Motlanthe was addressing a Heritage Day rally at Sisa Dukashe Stadium in Mdantsane township outside East London.
The Deputy President said that South Africans marked the national holiday “with the conscious understanding that there is a great deal about our history that is bad and hurtful, yet we must accept it as part of the growing pains of the free society we set out to create in 1994; a society that is united, democratic, non-racial, non-sexist and just.”
Tuesday’s occasion also marked the 50th anniversary of the establishment of Mdantsane. Home to more than 500 000 South Africans, Mdantsane is one of the oldest townships in South Africa, and was a hotbed of political activism against apartheid.
Earlier in the day, Motlanthe unveiled an upgraded memorial and laid a wreath at the site of the Egerton Massacre. In 1983, communities from East London and Mdantsane had embarked on a boycott to protest an unannounced five cent increase in bus fares.
The boycott culminated on 4 August in what was later called the Egerton Massacre, which claimed 11 lives, with a further 36 commuters injured.
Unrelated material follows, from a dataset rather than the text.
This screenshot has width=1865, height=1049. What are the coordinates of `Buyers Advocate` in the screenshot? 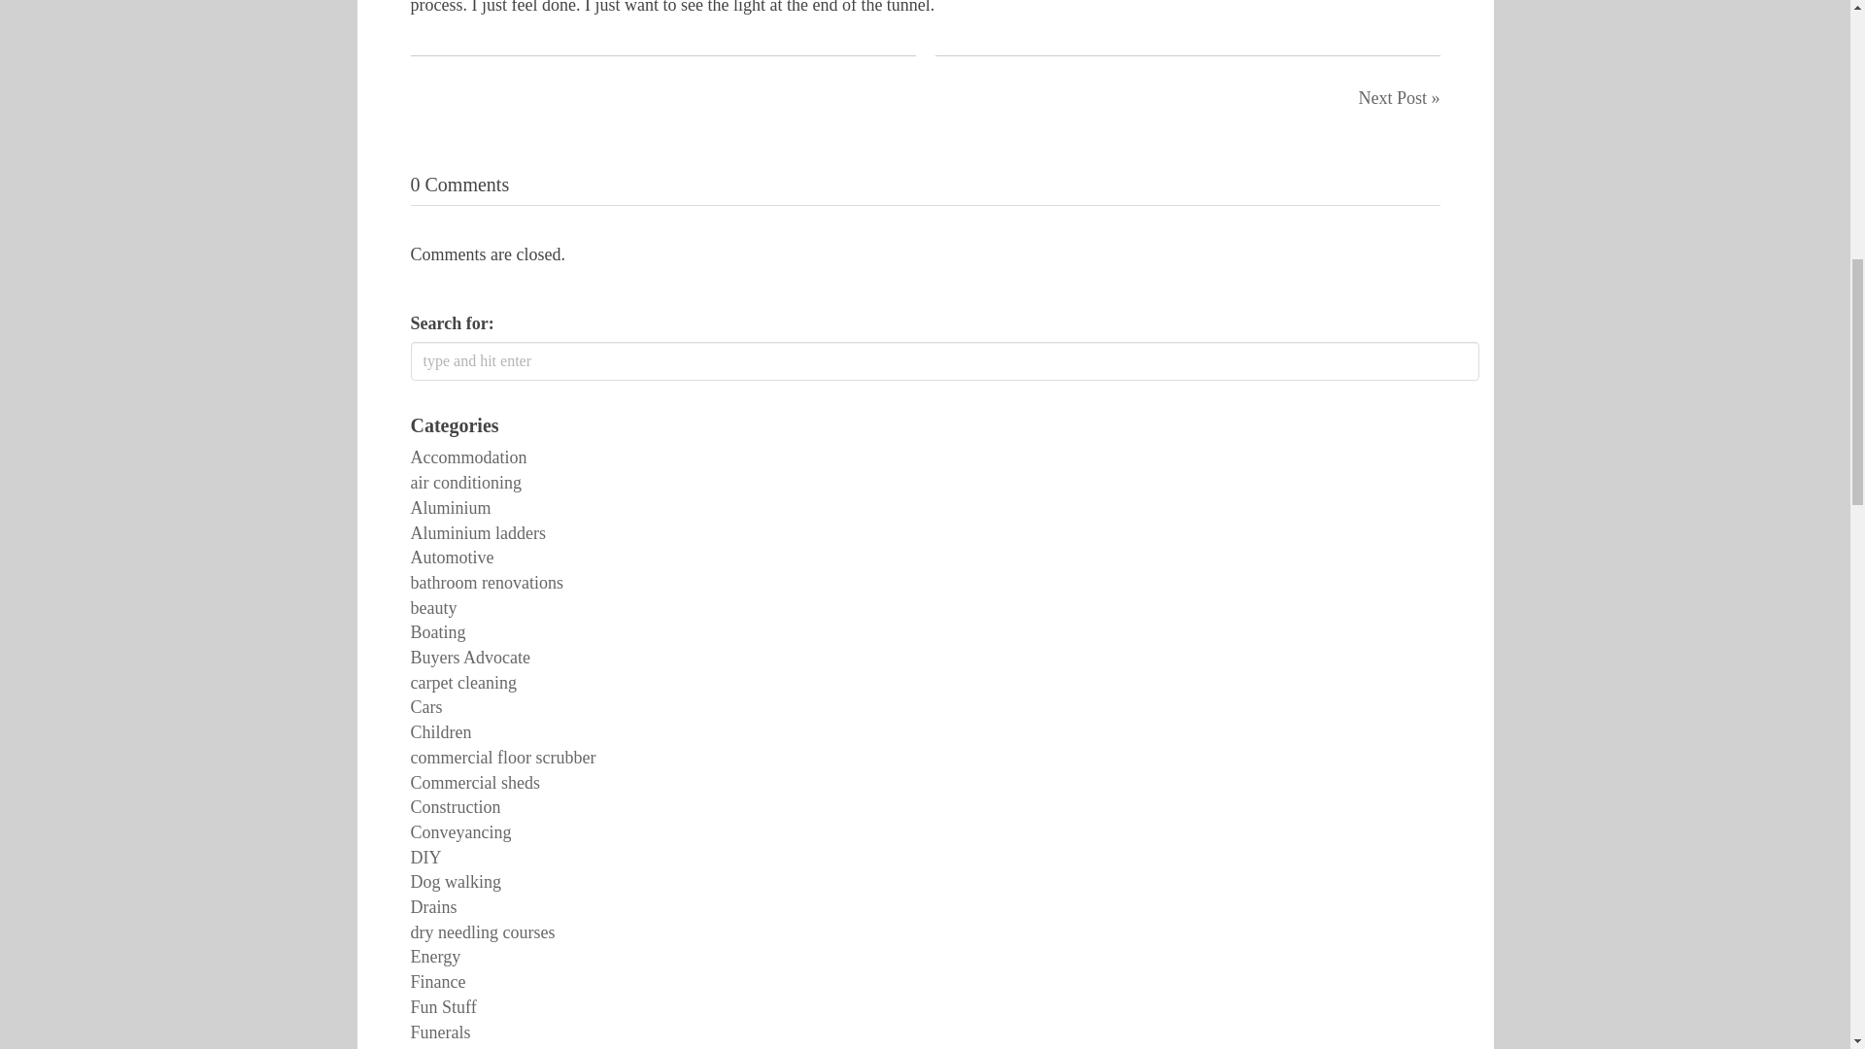 It's located at (470, 657).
The massacre took place at Egerton Railway Station outside Mdantsane, where police officials from the apartheid bantustan of Ciskei shot and beat residents.
Motlanthe said that the struggle for South Africa’s liberation was waged by “the broadest cross-section of the people of our country and was not just about political freedom, but also about social, cultural, psychological and economic freedom”.
Mdantsane, he said, had to be “supported with the necessary socio-economic infrastructure to realise its full reintegration into all avenues of South African life, and not continue as a reserve for the abode of the poor, the unemployed and the disenfranchised”.
The Mdantsane heritage project, like all others in South Africa, should be “inclusive of the names, languages, places, people and cultures that were manipulated and falsified to bring about divisions,” Motlanthe said.
“Unity of all South Africans is a guiding principle which should never be undermined by sectarian and parochial interests.”